FAA investigates Memphis controller errors

Aug. 23, 2007
Controllers blame understaffing

Aug. 22--The government is investigating a series of errors made by air traffic controllers in Memphis that caused planes on six occasions in one week to come too close together, including jets flown by Southwest and American airlines.

Air traffic controllers blame the mistakes -- including confused communication due to radio static and plain miscommunication -- to being chronically short-staffed.

In the most serious of the close calls, a MD-80 flown by American Airlines Aug. 14 came within 2.5 miles of a commuter jet flying 600 feet above it over Memphis.

The incident was the second error that day. The first was logged in the morning when an experienced controller training a new controller allowed a King Air and ExecJet to come within 3.6 miles of each other as they prepared to land at Nashville International Airport.

They were "not what we would call the highest-severity category errors. On an A, B, C scale, they were C-level errors," said Laura Brown, Federal Aviation Administration spokeswoman.

The errors, including one Aug. 13 and Aug. 16 and two Aug. 17, were made by controllers at the Memphis Air Route Traffic Control center, 3229 Democrat Road. Two of them were trainees whose work was being monitored by senior controllers.

"We have never had this many mistakes at one time in Memphis," said Ron Carpenter, head of the National Air Traffic Controllers Association representing 249 controllers at the center.

"What caused a lot of this, in my opinion, is that we are working so short right now," he said.

"We believe we are 101 controllers short of the journeyman controllers we were allotted."

The ramification, he said, means that a shift traditionally staffed by 13 to 14 journeyman controllers now has eight to nine.

Brown discounts the allegations, saying that the union is referring to numbers from a previous contract.

"The 354 number goes back to the 1998-2003 contract, which was extended to 2005," she said.

The Memphis facility currently has 63 trainees and is scheduled to get 15 more in October. While they are not fully certified controllers, they are qualified to work the positions they have been trained on, Brown said.

"They become part of staffing even though they are not fully certified. It does not mean they are not functional in some respect."

Under the new FAA staffing plan for the next decade, rolled out last year, the range of controllers allotted the Memphis center is 244-298, Brown said.

She also said that controllers monitor several vectors during slow periods when traffic is down.

The new FAA staffing ratios, established after negotiating with controllers, reflect the actual workload in each center, she said, helping the FAA more accurately staff facilities around the nation.

The FAA, facing massive retirements among workers hired after the air traffic control strike in 1981, says it hired 1,100 controllers last year and is on target to hire 1,400 this year.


Copy all lines of the listing that include the string "figure".

------------------------------------------------------------

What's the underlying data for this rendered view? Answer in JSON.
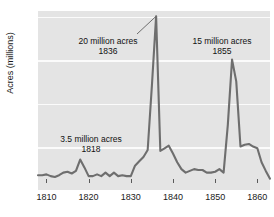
{
  "chart_data": {
    "type": "line",
    "title": "",
    "xlabel": "",
    "ylabel": "Acres (millions)",
    "xlim": [
      1808,
      1863
    ],
    "ylim": [
      0,
      20.6
    ],
    "grid": true,
    "legend": false,
    "x_ticks": [
      1810,
      1820,
      1830,
      1840,
      1850,
      1860
    ],
    "y_ticks": [
      5,
      10,
      15,
      20
    ],
    "series": [
      {
        "name": "Public land sales",
        "x": [
          1808,
          1809,
          1810,
          1811,
          1812,
          1813,
          1814,
          1815,
          1816,
          1817,
          1818,
          1819,
          1820,
          1821,
          1822,
          1823,
          1824,
          1825,
          1826,
          1827,
          1828,
          1829,
          1830,
          1831,
          1832,
          1833,
          1834,
          1835,
          1836,
          1837,
          1838,
          1839,
          1840,
          1841,
          1842,
          1843,
          1844,
          1845,
          1846,
          1847,
          1848,
          1849,
          1850,
          1851,
          1852,
          1853,
          1854,
          1855,
          1856,
          1857,
          1858,
          1859,
          1860,
          1861,
          1862,
          1863
        ],
        "y": [
          1.7,
          1.7,
          1.8,
          1.6,
          1.5,
          1.7,
          2.0,
          2.1,
          1.9,
          2.2,
          3.5,
          2.6,
          1.6,
          1.6,
          1.8,
          1.6,
          2.0,
          1.6,
          2.0,
          1.6,
          1.7,
          1.6,
          1.6,
          2.8,
          3.3,
          3.8,
          4.6,
          12.0,
          20.0,
          4.5,
          4.8,
          5.1,
          4.2,
          3.2,
          2.4,
          2.0,
          2.2,
          2.4,
          2.3,
          2.3,
          2.0,
          2.0,
          2.1,
          2.4,
          2.0,
          7.5,
          15.0,
          12.5,
          5.0,
          5.2,
          5.3,
          5.0,
          4.8,
          3.2,
          2.2,
          1.3
        ]
      }
    ],
    "annotations": [
      {
        "label": "20 million acres",
        "sub": "1836",
        "value": 20,
        "year": 1836
      },
      {
        "label": "15 million acres",
        "sub": "1855",
        "value": 15,
        "year": 1855
      },
      {
        "label": "3.5 million acres",
        "sub": "1818",
        "value": 3.5,
        "year": 1818
      }
    ],
    "colors": {
      "line": "#6e6e6e",
      "plot_background": "#e4e4e4",
      "gridline": "#fbfbfb",
      "text": "#1a1a1a"
    }
  }
}
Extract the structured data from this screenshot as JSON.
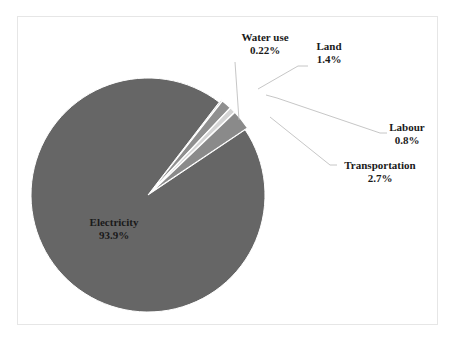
{
  "chart_data": {
    "type": "pie",
    "title": "",
    "categories": [
      "Electricity",
      "Water use",
      "Land",
      "Labour",
      "Transportation"
    ],
    "values": [
      93.9,
      0.22,
      1.4,
      0.8,
      2.7
    ],
    "value_labels": [
      "93.9%",
      "0.22%",
      "1.4%",
      "0.8%",
      "2.7%"
    ],
    "colors": [
      "#666666",
      "#a6a6a6",
      "#8f8f8f",
      "#d4d4d4",
      "#8a8a8a"
    ],
    "exploded": [
      "Water use",
      "Land",
      "Labour",
      "Transportation"
    ],
    "legend": "none",
    "data_labels": "category and percentage, leader lines for small slices"
  },
  "labels": {
    "electricity": {
      "name": "Electricity",
      "value": "93.9%"
    },
    "water": {
      "name": "Water use",
      "value": "0.22%"
    },
    "land": {
      "name": "Land",
      "value": "1.4%"
    },
    "labour": {
      "name": "Labour",
      "value": "0.8%"
    },
    "transport": {
      "name": "Transportation",
      "value": "2.7%"
    }
  }
}
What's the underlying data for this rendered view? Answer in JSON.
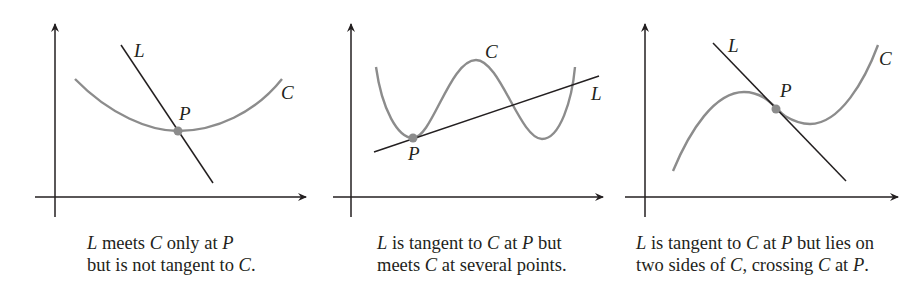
{
  "figure": {
    "colors": {
      "axis": "#231f20",
      "line": "#231f20",
      "curve": "#8c8c8c",
      "point": "#8c8c8c",
      "text": "#231f20"
    },
    "panels": [
      {
        "id": "panel-1",
        "labels": {
          "line": "L",
          "curve": "C",
          "point": "P"
        },
        "caption": {
          "line1": {
            "a": "L",
            "b": " meets ",
            "c": "C",
            "d": " only at ",
            "e": "P"
          },
          "line2": {
            "a": "but is not tangent to ",
            "b": "C",
            "c": "."
          }
        }
      },
      {
        "id": "panel-2",
        "labels": {
          "line": "L",
          "curve": "C",
          "point": "P"
        },
        "caption": {
          "line1": {
            "a": "L",
            "b": " is tangent to ",
            "c": "C",
            "d": " at ",
            "e": "P",
            "f": " but"
          },
          "line2": {
            "a": "meets ",
            "b": "C",
            "c": " at several points."
          }
        }
      },
      {
        "id": "panel-3",
        "labels": {
          "line": "L",
          "curve": "C",
          "point": "P"
        },
        "caption": {
          "line1": {
            "a": "L",
            "b": " is tangent to ",
            "c": "C",
            "d": " at ",
            "e": "P",
            "f": " but lies on"
          },
          "line2": {
            "a": "two sides of ",
            "b": "C",
            "c": ", crossing ",
            "d": "C",
            "e": " at ",
            "f": "P",
            "g": "."
          }
        }
      }
    ]
  }
}
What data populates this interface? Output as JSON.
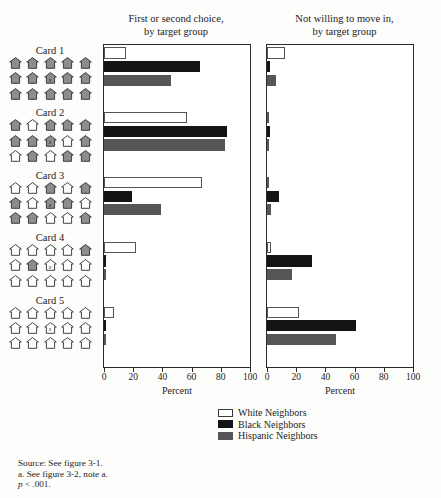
{
  "figure": {
    "top_rule_text": "",
    "source_lines": [
      "Source: See figure 3-1.",
      "a. See figure 3-2, note a."
    ],
    "pvalue_italic": "p",
    "pvalue_rest": " < .001."
  },
  "panels": {
    "left": {
      "title_line1": "First or second choice,",
      "title_line2": "by target group"
    },
    "right": {
      "title_line1": "Not willing to move in,",
      "title_line2": "by target group"
    }
  },
  "axis": {
    "ticks": [
      0,
      20,
      40,
      60,
      80,
      100
    ],
    "tick_labels": [
      "0",
      "20",
      "40",
      "60",
      "80",
      "100"
    ],
    "label": "Percent",
    "min": 0,
    "max": 100
  },
  "legend": {
    "items": [
      {
        "label": "White Neighbors",
        "key": "white",
        "color": "#ffffff"
      },
      {
        "label": "Black Neighbors",
        "key": "black",
        "color": "#141414"
      },
      {
        "label": "Hispanic Neighbors",
        "key": "hisp",
        "color": "#565656"
      }
    ]
  },
  "cards": [
    {
      "label": "Card 1",
      "marked_index": 7,
      "houses": [
        "gray",
        "gray",
        "gray",
        "gray",
        "gray",
        "gray",
        "gray",
        "gray",
        "gray",
        "gray",
        "gray",
        "gray",
        "gray",
        "gray",
        "gray"
      ]
    },
    {
      "label": "Card 2",
      "marked_index": 7,
      "houses": [
        "gray",
        "white",
        "gray",
        "gray",
        "gray",
        "gray",
        "gray",
        "gray",
        "white",
        "gray",
        "white",
        "gray",
        "white",
        "gray",
        "gray"
      ]
    },
    {
      "label": "Card 3",
      "marked_index": 7,
      "houses": [
        "white",
        "white",
        "gray",
        "white",
        "gray",
        "gray",
        "white",
        "gray",
        "gray",
        "white",
        "gray",
        "gray",
        "white",
        "white",
        "gray"
      ]
    },
    {
      "label": "Card 4",
      "marked_index": 7,
      "houses": [
        "white",
        "white",
        "white",
        "white",
        "gray",
        "white",
        "gray",
        "white",
        "white",
        "white",
        "white",
        "white",
        "white",
        "white",
        "white"
      ]
    },
    {
      "label": "Card 5",
      "marked_index": 7,
      "houses": [
        "white",
        "white",
        "white",
        "white",
        "white",
        "white",
        "white",
        "white",
        "white",
        "white",
        "white",
        "white",
        "white",
        "white",
        "white"
      ]
    }
  ],
  "chart_data": {
    "type": "bar",
    "orientation": "horizontal",
    "title": "",
    "xlabel": "Percent",
    "ylabel": "",
    "xlim": [
      0,
      100
    ],
    "grid": false,
    "legend_position": "bottom-right",
    "categories": [
      "Card 1",
      "Card 2",
      "Card 3",
      "Card 4",
      "Card 5"
    ],
    "panels": [
      {
        "name": "First or second choice, by target group",
        "series": [
          {
            "name": "White Neighbors",
            "values": [
              15,
              57,
              67,
              22,
              7
            ]
          },
          {
            "name": "Black Neighbors",
            "values": [
              66,
              84,
              19,
              1,
              0
            ]
          },
          {
            "name": "Hispanic Neighbors",
            "values": [
              46,
              83,
              39,
              0,
              0
            ]
          }
        ]
      },
      {
        "name": "Not willing to move in, by target group",
        "series": [
          {
            "name": "White Neighbors",
            "values": [
              12,
              0,
              0,
              3,
              22
            ]
          },
          {
            "name": "Black Neighbors",
            "values": [
              2,
              2,
              8,
              31,
              61
            ]
          },
          {
            "name": "Hispanic Neighbors",
            "values": [
              6,
              1,
              3,
              17,
              47
            ]
          }
        ]
      }
    ]
  }
}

------------------------------------------------------------

**Completed task**
  "figure": {
  "figure": {
      "Source: See figure 3-1.",
      "a. See figure 3-2, note a."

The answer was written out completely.